Output all the data below verbatim.
--- START ---
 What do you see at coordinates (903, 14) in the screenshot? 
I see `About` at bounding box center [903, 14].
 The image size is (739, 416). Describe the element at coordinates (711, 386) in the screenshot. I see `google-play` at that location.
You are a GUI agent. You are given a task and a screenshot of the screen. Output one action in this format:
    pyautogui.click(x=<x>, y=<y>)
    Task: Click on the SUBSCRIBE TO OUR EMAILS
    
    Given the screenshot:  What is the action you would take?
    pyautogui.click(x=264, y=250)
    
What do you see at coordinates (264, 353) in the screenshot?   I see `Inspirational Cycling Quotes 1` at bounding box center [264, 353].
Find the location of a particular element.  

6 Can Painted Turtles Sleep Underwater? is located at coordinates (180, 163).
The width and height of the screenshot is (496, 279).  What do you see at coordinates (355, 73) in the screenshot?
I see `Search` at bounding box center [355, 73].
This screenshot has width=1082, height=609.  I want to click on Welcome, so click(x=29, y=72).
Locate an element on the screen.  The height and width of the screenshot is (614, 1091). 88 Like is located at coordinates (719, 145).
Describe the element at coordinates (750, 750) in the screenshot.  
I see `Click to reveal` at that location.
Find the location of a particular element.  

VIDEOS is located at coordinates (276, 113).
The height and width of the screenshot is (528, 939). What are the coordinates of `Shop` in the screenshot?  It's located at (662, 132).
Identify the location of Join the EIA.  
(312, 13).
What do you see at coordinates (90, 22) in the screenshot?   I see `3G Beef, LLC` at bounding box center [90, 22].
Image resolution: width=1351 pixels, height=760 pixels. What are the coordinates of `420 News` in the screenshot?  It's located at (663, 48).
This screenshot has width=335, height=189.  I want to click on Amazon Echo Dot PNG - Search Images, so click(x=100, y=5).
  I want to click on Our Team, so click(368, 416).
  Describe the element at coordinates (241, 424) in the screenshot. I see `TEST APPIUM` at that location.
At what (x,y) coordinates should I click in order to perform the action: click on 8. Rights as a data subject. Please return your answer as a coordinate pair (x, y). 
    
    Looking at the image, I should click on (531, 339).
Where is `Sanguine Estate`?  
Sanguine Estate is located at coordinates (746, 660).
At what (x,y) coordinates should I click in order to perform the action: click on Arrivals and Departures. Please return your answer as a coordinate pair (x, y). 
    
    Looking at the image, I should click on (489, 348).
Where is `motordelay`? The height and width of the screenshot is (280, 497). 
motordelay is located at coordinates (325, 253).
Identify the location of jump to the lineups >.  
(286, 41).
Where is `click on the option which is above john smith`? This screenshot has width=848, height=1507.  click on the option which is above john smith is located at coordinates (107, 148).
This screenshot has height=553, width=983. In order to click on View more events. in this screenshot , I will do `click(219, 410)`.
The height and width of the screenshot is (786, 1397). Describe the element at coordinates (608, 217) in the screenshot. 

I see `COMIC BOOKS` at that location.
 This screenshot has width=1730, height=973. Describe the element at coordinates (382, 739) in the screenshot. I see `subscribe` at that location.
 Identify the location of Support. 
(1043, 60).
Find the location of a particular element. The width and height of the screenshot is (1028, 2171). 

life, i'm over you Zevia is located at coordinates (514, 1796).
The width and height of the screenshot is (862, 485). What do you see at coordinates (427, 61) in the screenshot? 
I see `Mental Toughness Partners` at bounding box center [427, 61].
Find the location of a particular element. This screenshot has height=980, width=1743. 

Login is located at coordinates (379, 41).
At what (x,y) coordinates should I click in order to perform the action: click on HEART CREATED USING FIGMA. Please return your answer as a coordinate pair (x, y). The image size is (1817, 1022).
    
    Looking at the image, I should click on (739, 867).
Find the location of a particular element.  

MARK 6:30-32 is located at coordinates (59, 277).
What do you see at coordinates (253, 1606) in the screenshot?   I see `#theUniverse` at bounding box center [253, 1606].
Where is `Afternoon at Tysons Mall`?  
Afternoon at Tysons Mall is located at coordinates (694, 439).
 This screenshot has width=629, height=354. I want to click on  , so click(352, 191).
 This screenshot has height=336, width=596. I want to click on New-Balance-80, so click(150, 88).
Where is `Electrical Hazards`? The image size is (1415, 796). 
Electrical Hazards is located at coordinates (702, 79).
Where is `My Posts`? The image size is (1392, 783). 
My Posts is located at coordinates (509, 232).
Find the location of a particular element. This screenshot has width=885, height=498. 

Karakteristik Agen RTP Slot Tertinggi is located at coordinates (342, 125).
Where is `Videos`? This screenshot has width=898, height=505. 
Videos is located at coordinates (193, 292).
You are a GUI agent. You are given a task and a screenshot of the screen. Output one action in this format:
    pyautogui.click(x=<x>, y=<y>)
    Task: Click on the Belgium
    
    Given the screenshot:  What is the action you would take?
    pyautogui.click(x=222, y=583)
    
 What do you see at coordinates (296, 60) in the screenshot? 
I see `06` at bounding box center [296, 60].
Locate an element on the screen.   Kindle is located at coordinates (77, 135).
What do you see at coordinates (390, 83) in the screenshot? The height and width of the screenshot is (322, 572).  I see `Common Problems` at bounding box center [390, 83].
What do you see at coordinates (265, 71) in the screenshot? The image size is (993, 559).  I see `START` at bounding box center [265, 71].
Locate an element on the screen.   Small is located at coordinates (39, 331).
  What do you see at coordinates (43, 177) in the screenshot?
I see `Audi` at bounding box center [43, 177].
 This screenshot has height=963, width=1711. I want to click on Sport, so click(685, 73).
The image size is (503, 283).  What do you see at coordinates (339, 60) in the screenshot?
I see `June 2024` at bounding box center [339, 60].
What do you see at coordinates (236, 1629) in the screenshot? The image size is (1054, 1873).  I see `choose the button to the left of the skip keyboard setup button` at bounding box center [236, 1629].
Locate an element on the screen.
--- END ---
* ANSWER SPACE:
 What do you see at coordinates (903, 14) in the screenshot? 
I see `About` at bounding box center [903, 14].
 The image size is (739, 416). Describe the element at coordinates (711, 386) in the screenshot. I see `google-play` at that location.
You are a GUI agent. You are given a task and a screenshot of the screen. Output one action in this format:
    pyautogui.click(x=<x>, y=<y>)
    Task: Click on the SUBSCRIBE TO OUR EMAILS
    
    Given the screenshot:  What is the action you would take?
    pyautogui.click(x=264, y=250)
    
What do you see at coordinates (264, 353) in the screenshot?   I see `Inspirational Cycling Quotes 1` at bounding box center [264, 353].
Find the location of a particular element.  

6 Can Painted Turtles Sleep Underwater? is located at coordinates (180, 163).
The width and height of the screenshot is (496, 279).  What do you see at coordinates (355, 73) in the screenshot?
I see `Search` at bounding box center [355, 73].
This screenshot has width=1082, height=609.  I want to click on Welcome, so click(x=29, y=72).
Locate an element on the screen.  The height and width of the screenshot is (614, 1091). 88 Like is located at coordinates (719, 145).
Describe the element at coordinates (750, 750) in the screenshot.  
I see `Click to reveal` at that location.
Find the location of a particular element.  

VIDEOS is located at coordinates (276, 113).
The height and width of the screenshot is (528, 939). What are the coordinates of `Shop` in the screenshot?  It's located at (662, 132).
Identify the location of Join the EIA.  
(312, 13).
What do you see at coordinates (90, 22) in the screenshot?   I see `3G Beef, LLC` at bounding box center [90, 22].
Image resolution: width=1351 pixels, height=760 pixels. What are the coordinates of `420 News` in the screenshot?  It's located at (663, 48).
This screenshot has width=335, height=189.  I want to click on Amazon Echo Dot PNG - Search Images, so click(x=100, y=5).
  I want to click on Our Team, so click(368, 416).
  Describe the element at coordinates (241, 424) in the screenshot. I see `TEST APPIUM` at that location.
At what (x,y) coordinates should I click in order to perform the action: click on 8. Rights as a data subject. Please return your answer as a coordinate pair (x, y). 
    
    Looking at the image, I should click on (531, 339).
Where is `Sanguine Estate`?  
Sanguine Estate is located at coordinates (746, 660).
At what (x,y) coordinates should I click in order to perform the action: click on Arrivals and Departures. Please return your answer as a coordinate pair (x, y). 
    
    Looking at the image, I should click on (489, 348).
Where is `motordelay`? The height and width of the screenshot is (280, 497). 
motordelay is located at coordinates (325, 253).
Identify the location of jump to the lineups >.  
(286, 41).
Where is `click on the option which is above john smith`? This screenshot has width=848, height=1507.  click on the option which is above john smith is located at coordinates (107, 148).
This screenshot has height=553, width=983. In order to click on View more events. in this screenshot , I will do `click(219, 410)`.
The height and width of the screenshot is (786, 1397). Describe the element at coordinates (608, 217) in the screenshot. 

I see `COMIC BOOKS` at that location.
 This screenshot has width=1730, height=973. Describe the element at coordinates (382, 739) in the screenshot. I see `subscribe` at that location.
 Identify the location of Support. 
(1043, 60).
Find the location of a particular element. The width and height of the screenshot is (1028, 2171). 

life, i'm over you Zevia is located at coordinates (514, 1796).
The width and height of the screenshot is (862, 485). What do you see at coordinates (427, 61) in the screenshot? 
I see `Mental Toughness Partners` at bounding box center [427, 61].
Find the location of a particular element. This screenshot has height=980, width=1743. 

Login is located at coordinates (379, 41).
At what (x,y) coordinates should I click in order to perform the action: click on HEART CREATED USING FIGMA. Please return your answer as a coordinate pair (x, y). The image size is (1817, 1022).
    
    Looking at the image, I should click on (739, 867).
Find the location of a particular element.  

MARK 6:30-32 is located at coordinates (59, 277).
What do you see at coordinates (253, 1606) in the screenshot?   I see `#theUniverse` at bounding box center [253, 1606].
Where is `Afternoon at Tysons Mall`?  
Afternoon at Tysons Mall is located at coordinates (694, 439).
 This screenshot has width=629, height=354. I want to click on  , so click(352, 191).
 This screenshot has height=336, width=596. I want to click on New-Balance-80, so click(150, 88).
Where is `Electrical Hazards`? The image size is (1415, 796). 
Electrical Hazards is located at coordinates (702, 79).
Where is `My Posts`? The image size is (1392, 783). 
My Posts is located at coordinates (509, 232).
Find the location of a particular element. This screenshot has width=885, height=498. 

Karakteristik Agen RTP Slot Tertinggi is located at coordinates (342, 125).
Where is `Videos`? This screenshot has width=898, height=505. 
Videos is located at coordinates (193, 292).
You are a GUI agent. You are given a task and a screenshot of the screen. Output one action in this format:
    pyautogui.click(x=<x>, y=<y>)
    Task: Click on the Belgium
    
    Given the screenshot:  What is the action you would take?
    pyautogui.click(x=222, y=583)
    
 What do you see at coordinates (296, 60) in the screenshot? 
I see `06` at bounding box center [296, 60].
Locate an element on the screen.   Kindle is located at coordinates (77, 135).
What do you see at coordinates (390, 83) in the screenshot? The height and width of the screenshot is (322, 572).  I see `Common Problems` at bounding box center [390, 83].
What do you see at coordinates (265, 71) in the screenshot? The image size is (993, 559).  I see `START` at bounding box center [265, 71].
Locate an element on the screen.   Small is located at coordinates (39, 331).
  What do you see at coordinates (43, 177) in the screenshot?
I see `Audi` at bounding box center [43, 177].
 This screenshot has height=963, width=1711. I want to click on Sport, so click(685, 73).
The image size is (503, 283).  What do you see at coordinates (339, 60) in the screenshot?
I see `June 2024` at bounding box center [339, 60].
What do you see at coordinates (236, 1629) in the screenshot? The image size is (1054, 1873).  I see `choose the button to the left of the skip keyboard setup button` at bounding box center [236, 1629].
Locate an element on the screen.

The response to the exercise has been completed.